Over the past few weeks, I’ve focused on various pipeline/funnel metrics that sales people should consider in assessing their own productivity. In the post, Ideal Pipeline Volume, I talked about Average Transaction Value as a key performance indicator. I want to dive into this more deeply.
Just for a quick review, three of the greatest levers in hitting your goals are: Increasing Your Win Rate, Reducing Sales Cycle, and Increasing Average Transaction Value. Of these three, perhaps the easiest to achieve is increasing the average transaction value.
Too often we defeat ourselves and our ability to achieve our numbers. Every discount we give, every price reduction we make, every concession we make in pricing, means we have to sell more. It means we have to prospect more opportunities, chase and close more deals. If we can maintain our pricing levels, avoiding discounting, we make our job easier–we don’t have to find those additional deals.
The math is easy. If we disount 10%, then for every 10 deals, we actually have to close 2 additional deals to make our number (for those of you that say 1–do the math. One additional deal still has you missing the number. If your average transaction value falls even lower, you have to close that many more deals.
Take some time and look at the deals you’ve done over the past 12-18 months. How often did you have to discount substantially? If you could have avoided discounting, would you have overachieved your goals? Would you have been closer to making your number? Would you have had to close few deals? Would you have earned more in commissions.
Be selfish for a moment. Imagine an environment where you didn’t have to discount, where you could constantly sell high price, high value deals. What impact would it have on how you spent your time? What impact would it have on your performance and your ability to reach the number?
“Now Dave, you just don’t understand it, customers are demanding discounts, we have to do it.”
There is no doubt, pricing is an issue, we have to be competitive, to win, we sometimes have to offer discounts and concessions. But I think we do it to ourselves first-then our customers negotiate us to even lower points.
Too often, I get prospecting emails or sales calls that start with “We can give you a deal, we can discount, we have a promotion, we’ll give you something for free.” Before I can even initiate a discussion on pricing, sales people are talking about doing a deal. Our initial approaches focus the customer on price, our approaches lay the groundwork that everything is negotiable and that they should negotiate even further.
While is sound trite, customers don’t really care about price–unless we make that the issue. Customers care about value! If we aren’t positioning our value appropriately–then the only basis customers have for evaluating our value is our price.
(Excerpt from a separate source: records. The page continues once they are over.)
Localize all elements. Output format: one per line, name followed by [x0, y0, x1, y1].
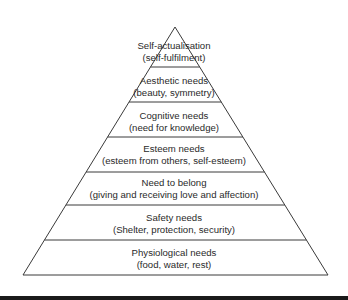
level-name: Safety needs	[0, 212, 348, 224]
level-detail: (giving and receiving love and affection…	[0, 189, 348, 201]
level-esteem: Esteem needs (esteem from others, self-e…	[0, 143, 348, 167]
level-safety: Safety needs (Shelter, protection, secur…	[0, 212, 348, 236]
level-physiological: Physiological needs (food, water, rest)	[0, 247, 348, 271]
level-detail: (self-fulfilment)	[0, 52, 348, 64]
level-name: Esteem needs	[0, 143, 348, 155]
level-name: Physiological needs	[0, 247, 348, 259]
level-self-actualisation: Self-actualisation (self-fulfilment)	[0, 40, 348, 64]
level-name: Cognitive needs	[0, 110, 348, 122]
level-detail: (food, water, rest)	[0, 259, 348, 271]
level-belonging: Need to belong (giving and receiving lov…	[0, 177, 348, 201]
level-name: Self-actualisation	[0, 40, 348, 52]
level-detail: (need for knowledge)	[0, 122, 348, 134]
bottom-border-bar	[0, 296, 348, 300]
level-aesthetic: Aesthetic needs (beauty, symmetry)	[0, 75, 348, 99]
level-detail: (esteem from others, self-esteem)	[0, 155, 348, 167]
level-cognitive: Cognitive needs (need for knowledge)	[0, 110, 348, 134]
level-name: Aesthetic needs	[0, 75, 348, 87]
level-detail: (Shelter, protection, security)	[0, 224, 348, 236]
level-detail: (beauty, symmetry)	[0, 87, 348, 99]
level-name: Need to belong	[0, 177, 348, 189]
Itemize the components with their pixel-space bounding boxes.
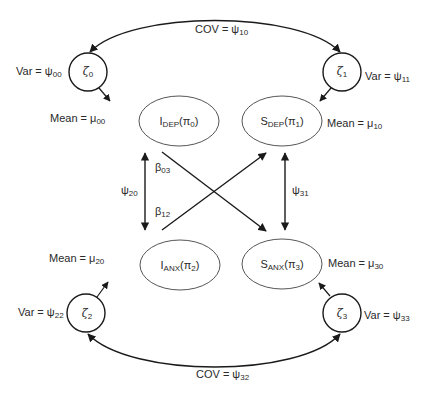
i-dep-label: IDEP(π0): [160, 115, 199, 129]
variance-label-zeta0: Var = ψ00: [16, 65, 62, 81]
s-anx-label: SANX(π3): [260, 258, 303, 272]
covariance-arc-bottom: [88, 334, 340, 367]
zeta0-symbol: ζ0: [83, 65, 93, 79]
mean-label-s-dep: Mean = μ10: [327, 117, 382, 133]
s-dep-label: SDEP(π1): [260, 115, 303, 129]
variance-label-zeta3: Var = ψ33: [364, 309, 410, 325]
arrow-zeta0-to-idep: [99, 88, 110, 101]
zeta3-symbol: ζ3: [337, 307, 347, 321]
covariance-label-top: COV = ψ10: [195, 23, 248, 39]
variance-label-zeta2: Var = ψ22: [18, 306, 64, 322]
arrow-zeta1-to-sdep: [320, 88, 331, 101]
path-label-psi20: ψ20: [121, 184, 138, 200]
covariance-label-bottom: COV = ψ32: [196, 368, 249, 384]
arrow-zeta3-to-sanx: [319, 283, 330, 296]
zeta2-symbol: ζ2: [82, 307, 92, 321]
path-diagram: [0, 0, 425, 395]
zeta1-symbol: ζ1: [337, 65, 347, 79]
i-anx-label: IANX(π2): [161, 259, 200, 273]
path-label-psi31: ψ31: [292, 184, 309, 200]
mean-label-i-anx: Mean = μ20: [49, 252, 104, 268]
arrow-zeta2-to-ianx: [97, 282, 108, 297]
path-label-beta03: β03: [155, 161, 170, 177]
mean-label-s-anx: Mean = μ30: [328, 257, 383, 273]
mean-label-i-dep: Mean = μ00: [50, 112, 105, 128]
path-label-beta12: β12: [155, 205, 170, 221]
variance-label-zeta1: Var = ψ11: [365, 70, 410, 86]
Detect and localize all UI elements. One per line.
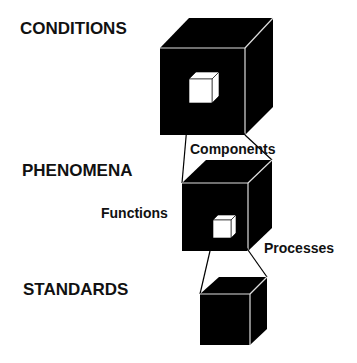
conditions-cube bbox=[160, 18, 273, 135]
label-processes: Processes bbox=[264, 240, 334, 256]
components-inner-cube bbox=[189, 72, 219, 103]
nested-cubes-diagram bbox=[0, 0, 357, 363]
label-components: Components bbox=[190, 141, 276, 157]
label-phenomena: PHENOMENA bbox=[22, 161, 133, 181]
phenomena-cube bbox=[182, 160, 272, 251]
label-conditions: CONDITIONS bbox=[20, 19, 127, 39]
processes-inner-cube bbox=[213, 215, 236, 238]
label-standards: STANDARDS bbox=[23, 280, 128, 300]
label-functions: Functions bbox=[101, 205, 168, 221]
standards-cube bbox=[200, 277, 267, 345]
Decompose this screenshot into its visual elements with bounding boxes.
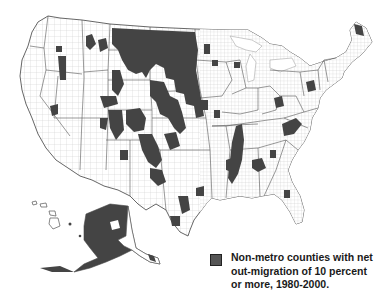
legend-line-2: out-migration of 10 percent bbox=[231, 265, 373, 279]
legend-swatch-icon bbox=[210, 254, 222, 266]
contiguous-us bbox=[20, 16, 380, 240]
legend-label: Non-metro counties with net out-migratio… bbox=[231, 251, 373, 292]
alaska bbox=[40, 204, 160, 272]
hawaii bbox=[32, 201, 60, 229]
legend-line-1: Non-metro counties with net bbox=[231, 251, 373, 265]
legend-line-3: or more, 1980-2000. bbox=[231, 278, 373, 292]
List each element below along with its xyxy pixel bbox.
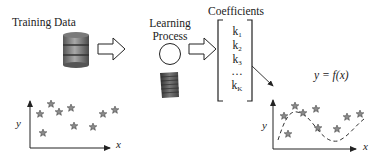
server-icon [160, 72, 179, 98]
matrix-bracket-right [247, 20, 252, 101]
hollow-arrow-icon [98, 38, 125, 60]
diagonal-arrow-icon [252, 66, 273, 86]
function-equation: y = f(x) [314, 69, 349, 81]
matrix-bracket-left [218, 20, 223, 101]
input-scatter-plot [30, 100, 119, 148]
hollow-arrow-icon [189, 38, 216, 60]
input-plot-y-label: y [16, 117, 21, 129]
database-icon [63, 32, 89, 68]
output-fitted-plot [273, 100, 364, 149]
output-plot-x-label: x [363, 140, 368, 152]
input-plot-x-label: x [116, 138, 121, 150]
learning-process-circle-icon [160, 44, 181, 65]
output-plot-y-label: y [262, 119, 267, 131]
I need to repeat that, if we don’t establish a framework focusing on value—regardless how our competitors position themselves, then the only basis the customer has for evaluating our value is what they think of themselves or our pricing. We owe it to our customers to help them understand and evaluate alternatives based on value.
Take a simple example. Whenever I buy something—let’s say I need a new laptop, there are a lot that can do the job, all roughly in the same price range. I weigh a whole bunch of things in determining which one I buy–past history with a vendor’s products, reputation, reviews, hassle factor. I buy the one that presents me the greatest value, but may not be the cheapest. Think back to purchases you make–I know of very few people that purchase solely on price–they purchase on a perceived value. It’s our job to understand what they value, and to position our solutions to be perceived as the highest value.
If we do this–we have a greater opportunity to maintain our pricing–to keep a high average transaction value.
There are other ways to increase average transaction value. If you sell products, you might bundle a more comprehensive solution for the customer. Going back to my laptop example, I always add memory and disk–increasing the transaction value. Likewise if you sell services, you can bundle services or solve a bigger problem.
You can also spend more time with customers that buy more. I have a client that focuses on businesses of a certain size. They do very well in maximizing the value and price they get from each sale. It would be difficult to increase their average transaction value in their current customer set. But we wanted a way to raise the average transaction value. With a little thinking, the answer became obvious, “what if we go after much bigger customers? They have the need and ability to consume more of the services we offer.” We’ve put in place a strategy to shift much of their business to a different customer set–raising the average transaction value, with virtually no increase in selling expense.
When you start thinking about it, there are all sorts of ways we can maintain or increase our average transaction value. But we can’t start by digging a hole for ourselves. The sales discussion should never start with pricing, we should never open a sales initiative positoning discounting and dealmaking. We must always focus on value.
Kezhao says
Thank you very much Dave! I like your example and can’t agree more that “It’s our job to understand what they value, and to position our solutions to be perceived as the highest value. We must always focus on value.” To understand customer’s needs and value are crucial to scceeds.
David Brock says
Thanks for the comment Kezhao. It’s good to see your comments, look forward to more!